A quick Twitter search finds references to Becker, Carbiener, Gao and Rosbe as having “ruined” the show, with one writing: “I still love Rick & Morty but rewatching season 1 made me realise the new season isn’t as good & it’s most likely due to the new female writers.”

Another said: “Wow, Glad Rick & Morty HAD to hire super awful female ‘comedy’ writers to hit quota. This is a VERY obvious decline in writing.”

While one went full-on Comic Book Guy: “The Rick and Morty episodes with credited female writers were the worst ones they've made yet.”

Harmon told Entertainment Weekly he became aware of a Reddit thread condemning the abuse, which reportedly included threats and hate mail, and had seen some of the messages sent to writers.

Gao, also the first female writer to be employed by Adult Swim’s Robot Chicken, told The Hollywood Reporter in August that finding a 50/50 writing room was “incredibly rare, unfortunately”, adding: “More often than not, I’m the only woman in the room or the only person of colour – or I’m both.

“So, having a balanced room just makes things a lot easier for women in the sense that you feel you can pitch things and someone else will understand you.”



Though Gao pointed out that having women writers brought “nuance” to the storylines, given the female experience is obviously very different to men’s, Carbiener also said they didn’t feel the female characters of Summer and Beth had previously been sidelined.

“I don’t think they ever didn’t give Summer and Beth their due,” she said. “I think a lot of guys in the room were driving those conversations because they realised we need to tell more of these stories, and now that there are women in the room we can vet them and make them better.

“It wasn’t like we showed up and said, ‘Where are all the Beth episodes?'’”

Rosbe added: “There was probably a slightly more nuanced take on some of them.”

In an interview with thedailybeast.com, Harmon expanded on what he felt women brought to the writing room: “It meant that both the men and the women could increase their attention on Beth and Summer.

“Previous to that, as quote-unquote decent gentlemen in an all-male writer’s room, if we talked about Summer, [...] propriety and craftsmanship made us second-guess ourselves whenever we’d say, “Uh, I don’t know, is that how teenage girls work?” When you have a mixed room, it’s not about the women going, “Here’s a bunch of secrets about women.” It’s more about everyone being freer to just pitch randomness.
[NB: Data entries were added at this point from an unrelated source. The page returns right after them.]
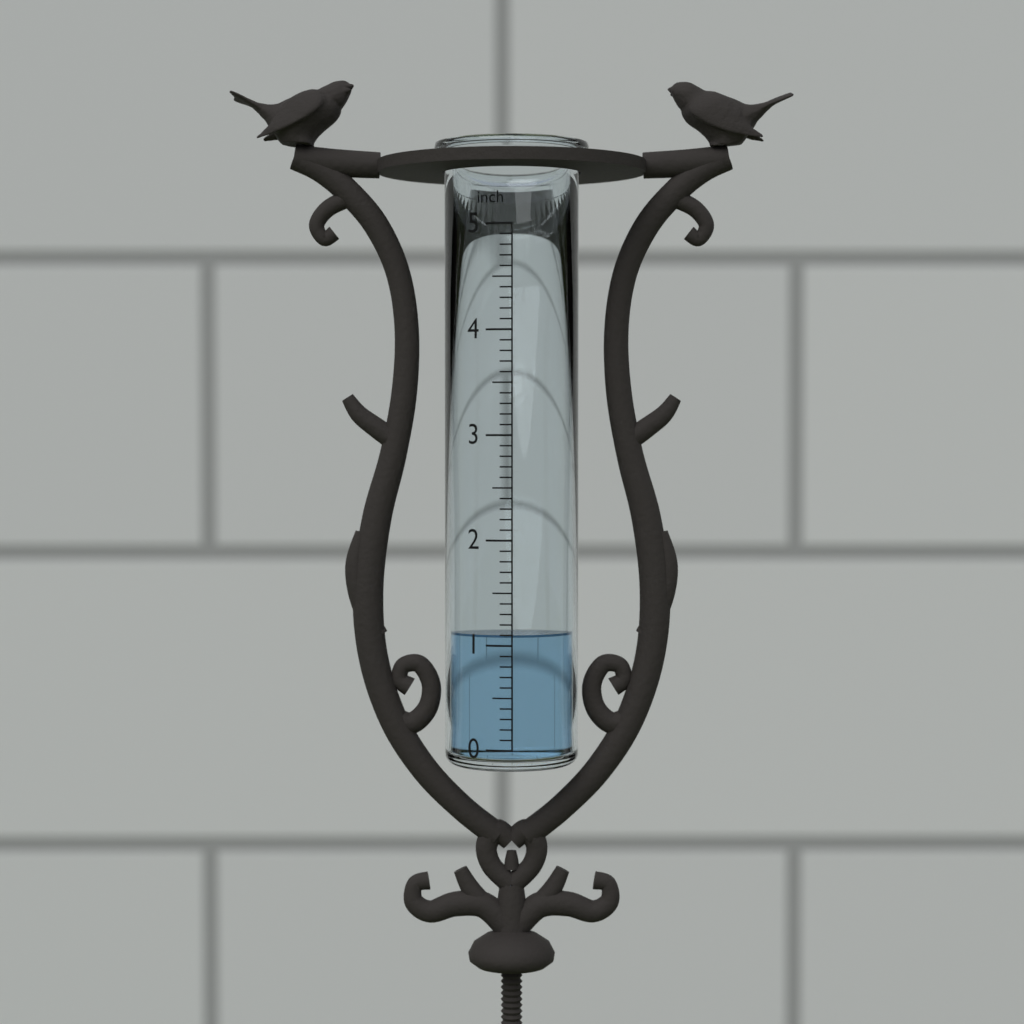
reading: 1.1 inch
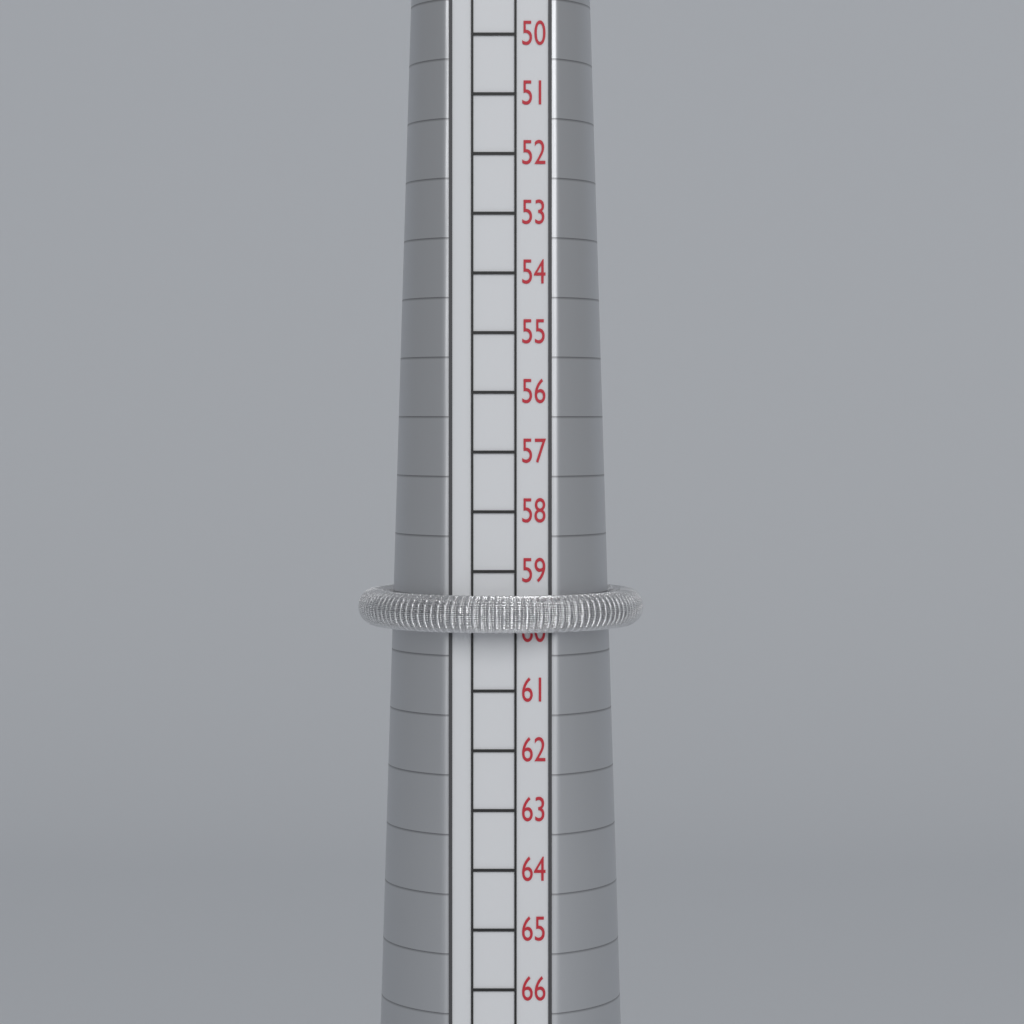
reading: 60 mm
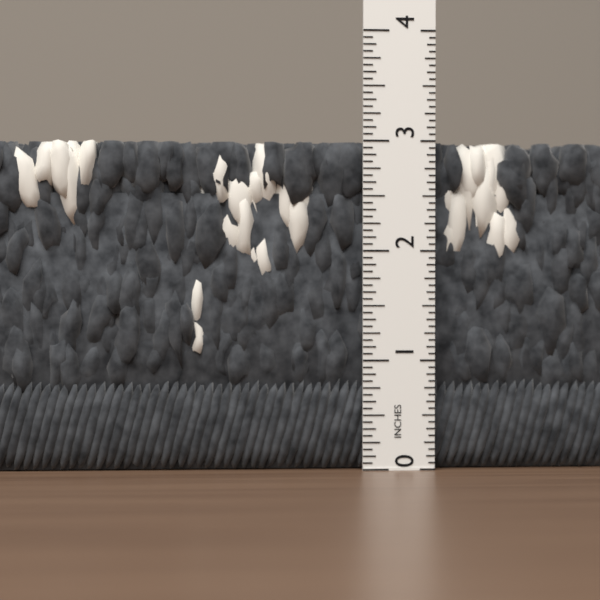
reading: 3.0000 in
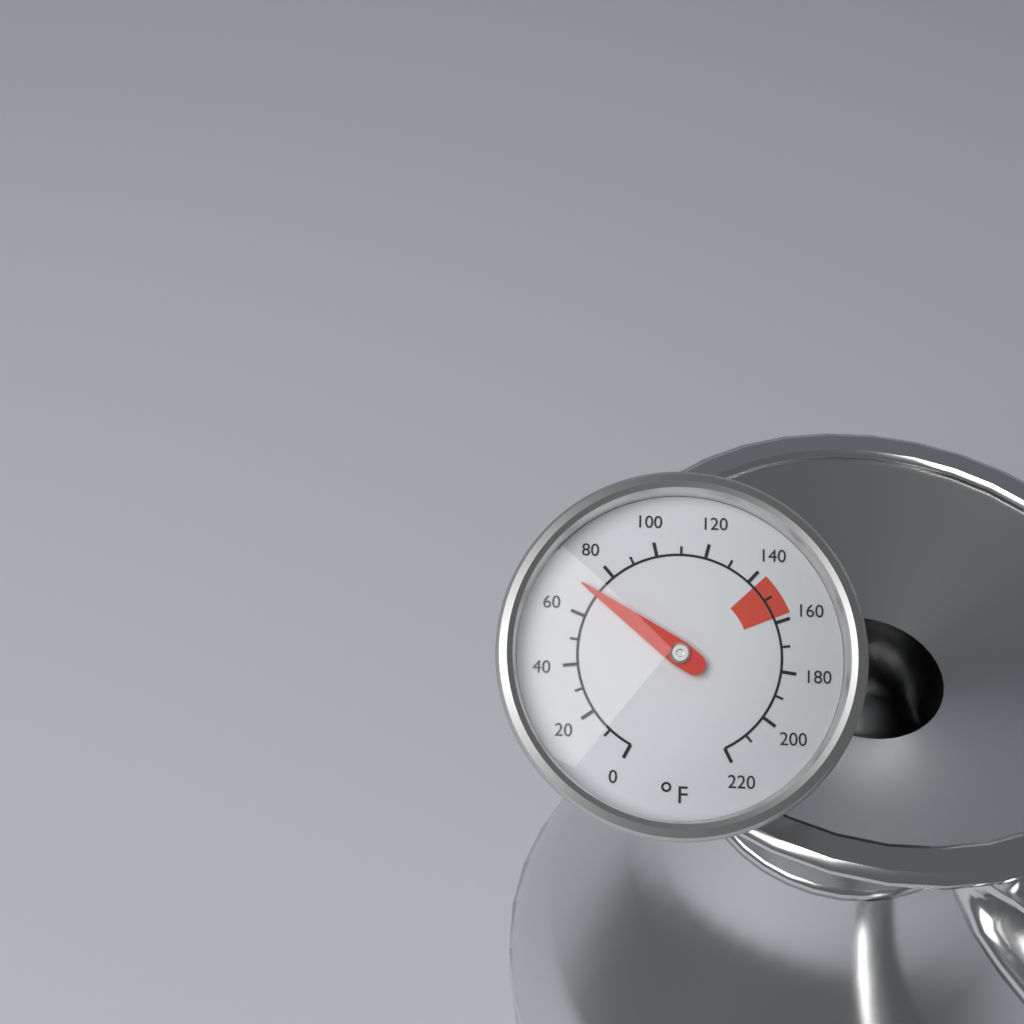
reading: 70 °F
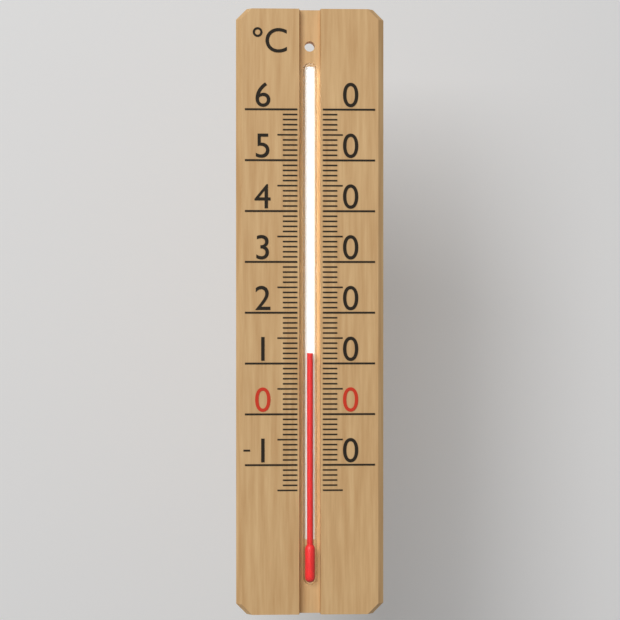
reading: 12 °C
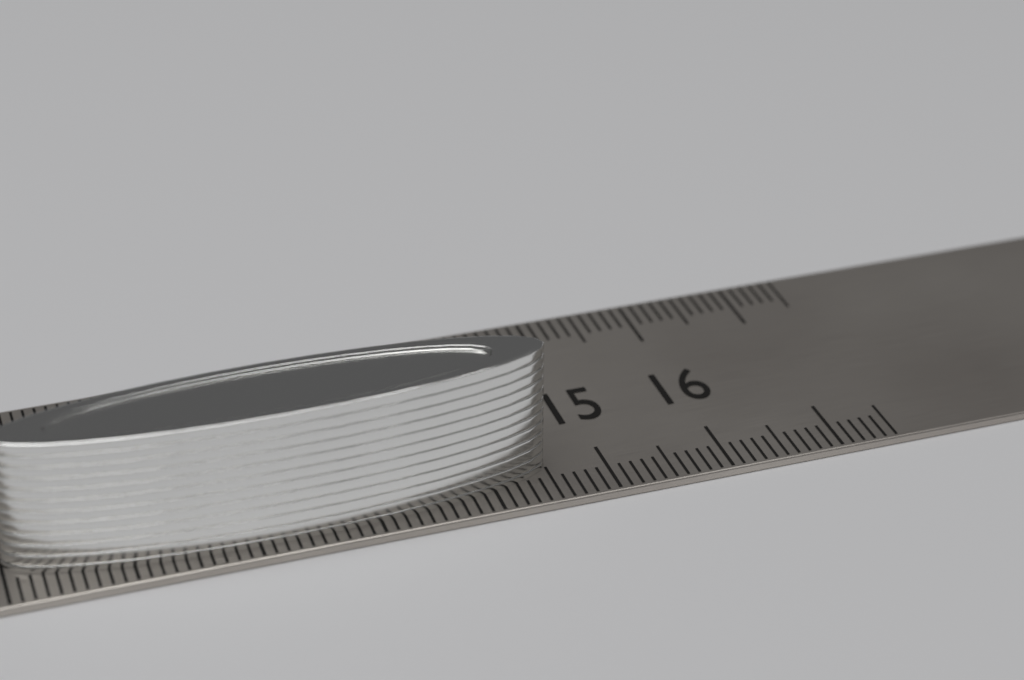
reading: 14.5 cm
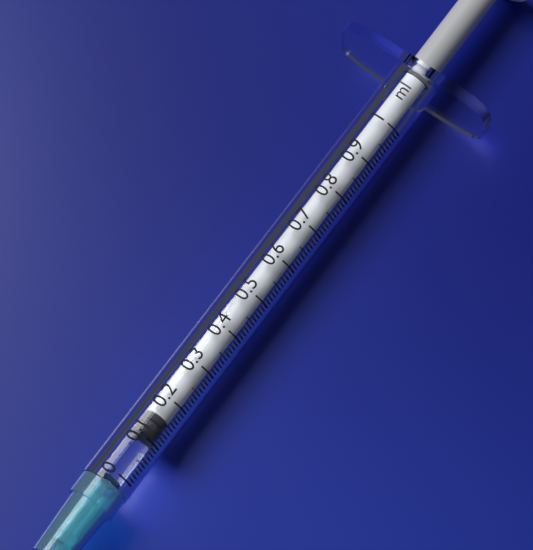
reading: 0.11 ml
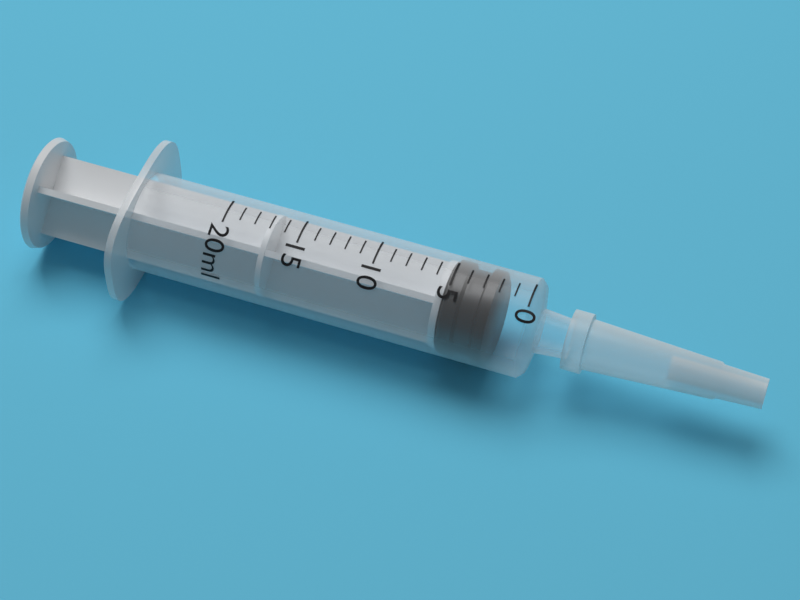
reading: 2 ml
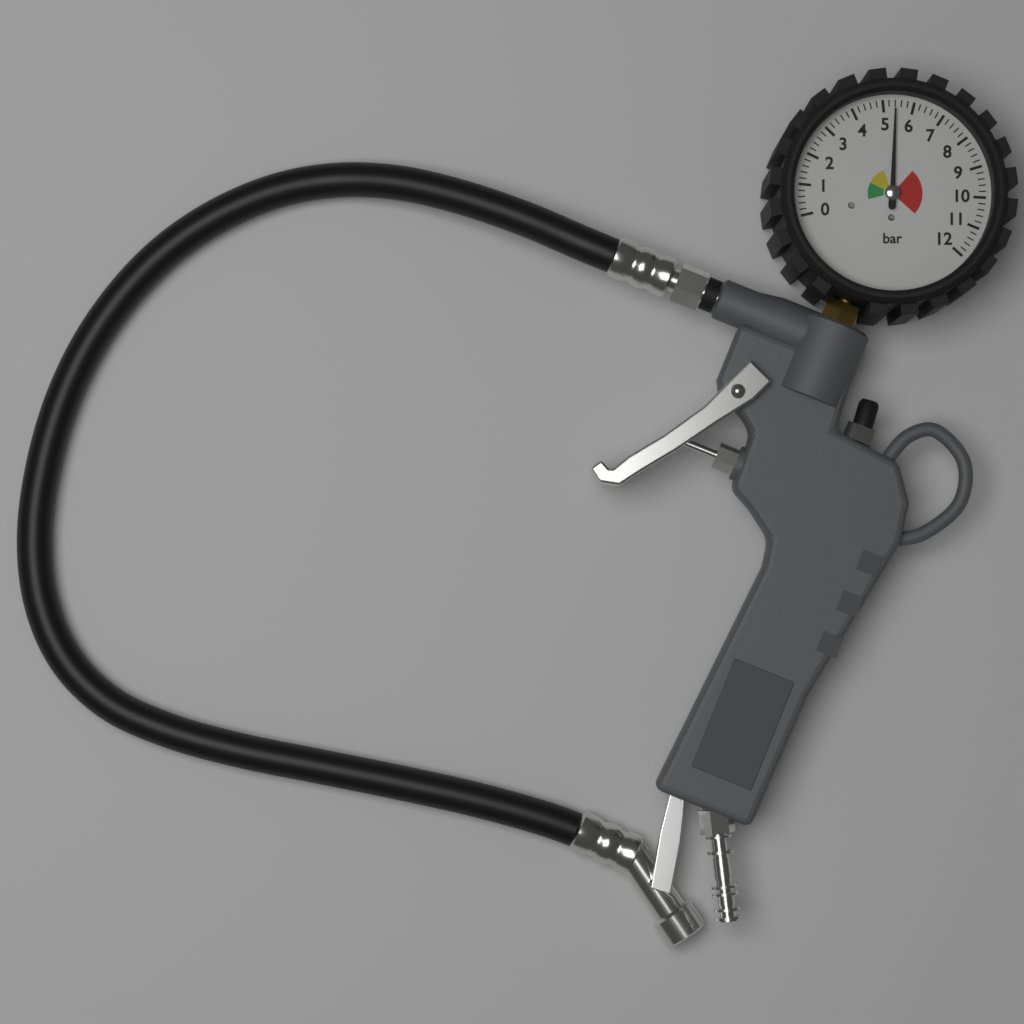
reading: 5.4 bar
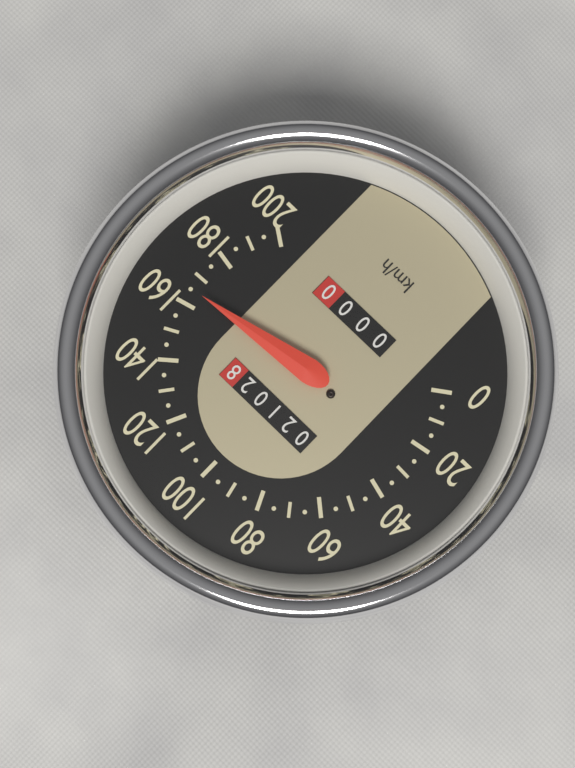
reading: 165 km/h
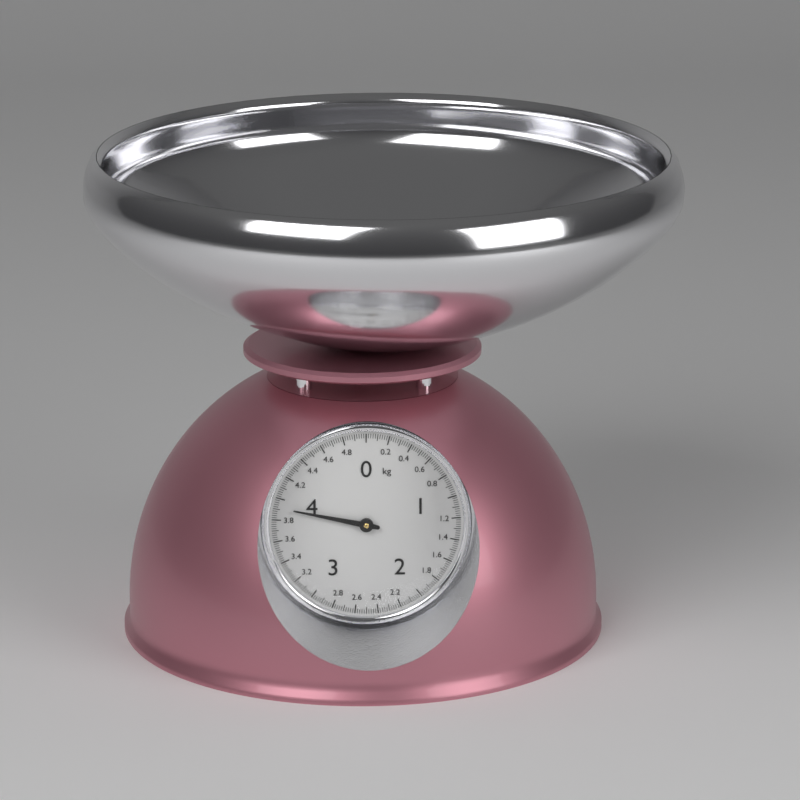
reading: 3.92 kg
So the result is you see cool stuff happen with Beth and Summer this season.”

And in The Hollywood Reporter interview, all agreed that there were no issues fitting in with the all-male team.

“I think there was a bit of attention on it,” Becker told the publication. “They hadn’t had female writers before. It was absolutely natural. It wasn’t like, ‘Hey guys, we’ve got women in the room so we can’t do what we normally do, wink-wink.’ There was no pushback. There was no weirdness.”

It has been noted that Adult Swim does not have any female showrunners, and last year network executive Mike Lazzo attempted to clarify a report that he’d said women in writing rooms cause conflict.

He apologised for his “dumb” words but simultaneously doubled down on sexist sentiment, saying: “What I actually said was women don’t tend to like conflict, comedy often comes from conflict, so that’s probably why we (or others) have so few female projects.”